There have been a couple of pieces in Tool Time about the benefits of Maltego, Maltego Intro - 32 Minutes and Actual Maltego Link Analysis. I had the benefit of first sitting down to do some link analysis a decade after I finished the Cisco Network & Design Professional ratings, and I had a lot of hands on with TDM, microwave data, and other network oriented stuff. I was already used to thinking in terms of nodes and flows.
I also had the fantastic benefit for discovering Lada Adamic’s Social Network Analysis class on Coursera. I passed it the very first time through but the quality of the class combined with the evolving content caused me to complete it three additional times. This is where I got my Gephi skills. She finished a book, changed jobs, and this class is no longer offered.
There are probably other classes out there, somewhere, but I’m not paying attention at that introduction to tools level any more. I have swung and missed on Matt Jackson’s Social and Economic Networks: Models and Analysis and grand total of FIVE TIMES, but this is graduate level stuff that presumes you already got data handling and visualization prior to arriving.
So what are YOU gonna do to get up to speed? You should consider something fun and familiar rather than trying a complex, conflict oriented problem first.
Attention Conservation Notice:
The YouTube algo stopped pushing RWNJBS for a minute and gave me a video about Stephen King’s The Dark Tower and the role this 4,250 page magnum opus plays in his overall fiction universe. If you’re already good on network stuff, pass this one by.
The Dark Tower:
In the spring of 2009 I was firmly in the clutches of Lyme disease, living alone in the middle of an abandoned air force base in the middle of nowhere, and bored to death. I got all eight novels from the series and read them end to end without doing anything else. I knew there were ties between the story and several of king’s other works, but I just saw this nice seven minute exposition on ALL of the connections and it includes a graph with temporal as well as logical aspects to it.
Here’s the final graph itself.
The graphic design angle to this really impressed me, as well as the clockwise fill of nodes, with adjustments made due to the meandering, messy nature of things. This would be a lot better if there was some attention to contrast, but you get the picture.
Your World:
Counter-insurgency focuses on understanding an opponent’s network with an eye on breaking it but there are generative applications as well. I spent a lot of time from spring of 2022 through winter of 2023 on Ukraine related issues. I wrote North Atlantic Fellas Organization three months ago, but I didn’t mention that I’d kept a graph of the various groups I had contact with during that time. This is a normal thing for sociologists involved in organizational development to do, either for the sake of diagnosis, or for construction.
If you’re going to get into the business of interdicting malign networks there’s no better first exercise than doing something like this for your own team. I’d make this a quiet endeavor at first. If you’ve got a grassroots group you’ll have usual clutch of personality disorders that I first described in What Hunts You? and if the group is now or has been effective in the past, you’ll have infiltrators. And they’ll snitch jacket you.
So what you want to do is to look at the group(s) you’re involved in, you want one(s) engaged in conflict, and you need to be able to see at least some of the back room dealings that occur. There are too many lone gun analysts who are conspiracy nuts, or LARPers, or both, and they make the twin mistakes of connecting everything they see, then assuming that they can see everything. Any problem larger than three over tired tweens picking at each other in the back seat on the drive to grandma’s house will have hidden features; get used to only being able to see the part of the iceberg that’s above water, so you can look for clues as to what’s underneath.
Conclusion:
I should apologize to those of you who are new readers. This Substack is about conflict tradecraft, but I roam far afield in search of the cultural inputs that are playing a role, and I don’t often mention that.
I find myself in one of those moods where I’m looking for something, but I have no idea precisely what it might be. I am profoundly frustrated that both The Peripheral and Penny Dreadful:City of Angels were pandemic casualties. Carnivàle was a much earlier and to my mind similar loss - a marvelous world laid low by economic realities.
I guess on the good news front, A Voyage To Arcturus was just $0.49 on Amazon. Going back to obscure foundations is always a good way to pick up a trail that one has lost.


§ **Your assignment**:
Leave out the pictures and reproduce all of the data exactly.

§ **Record excerpts**:

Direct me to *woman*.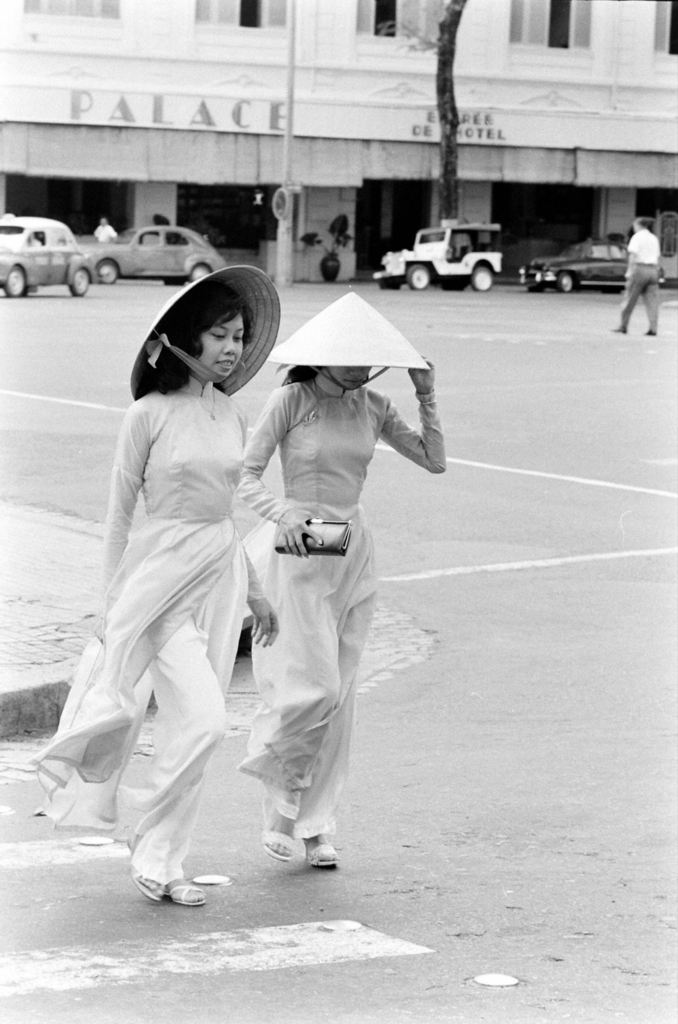
Direction: (229,292,449,856).
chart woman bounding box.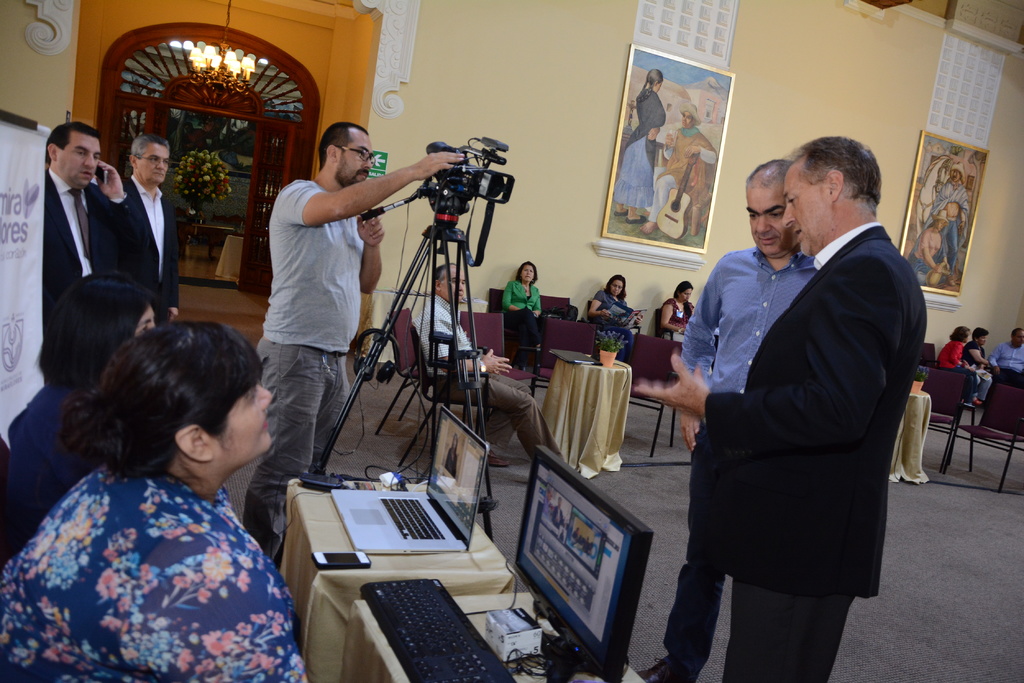
Charted: <region>499, 261, 544, 382</region>.
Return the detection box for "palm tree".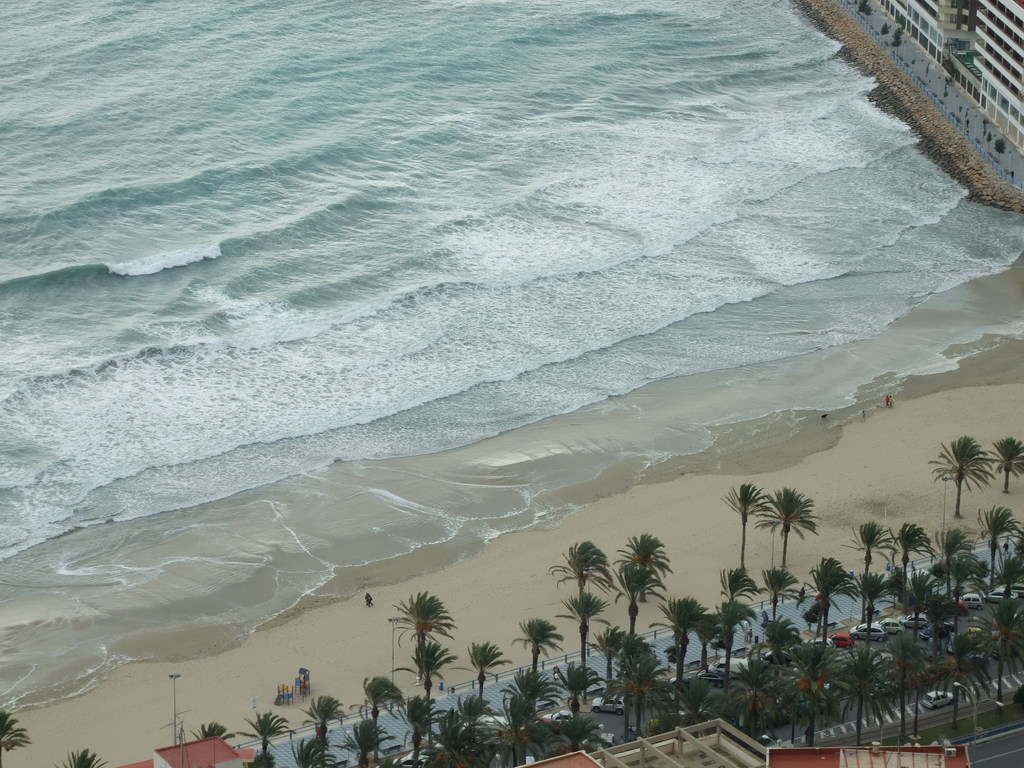
detection(397, 644, 471, 752).
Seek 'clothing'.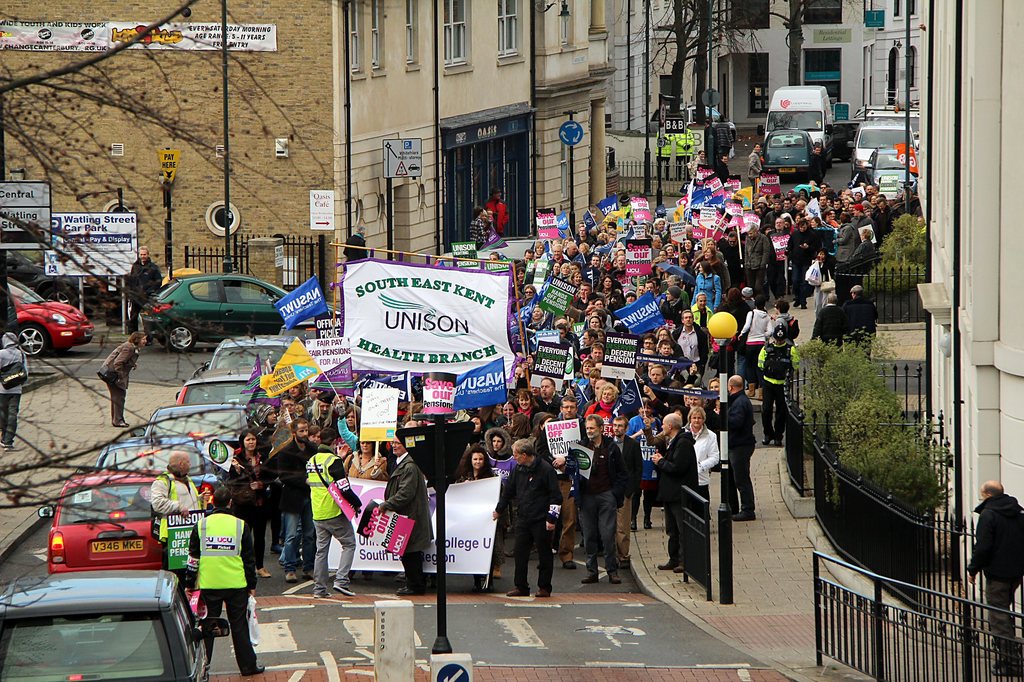
x1=380 y1=457 x2=436 y2=589.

§ **Output of the exercise**:
Direct me to *woman*.
Direction: (229,292,449,856).
chart woman bounding box.
Charted: <region>499, 261, 544, 382</region>.
Return the detection box for "palm tree".
detection(397, 644, 471, 752).
Seek 'clothing'.
x1=380 y1=457 x2=436 y2=589.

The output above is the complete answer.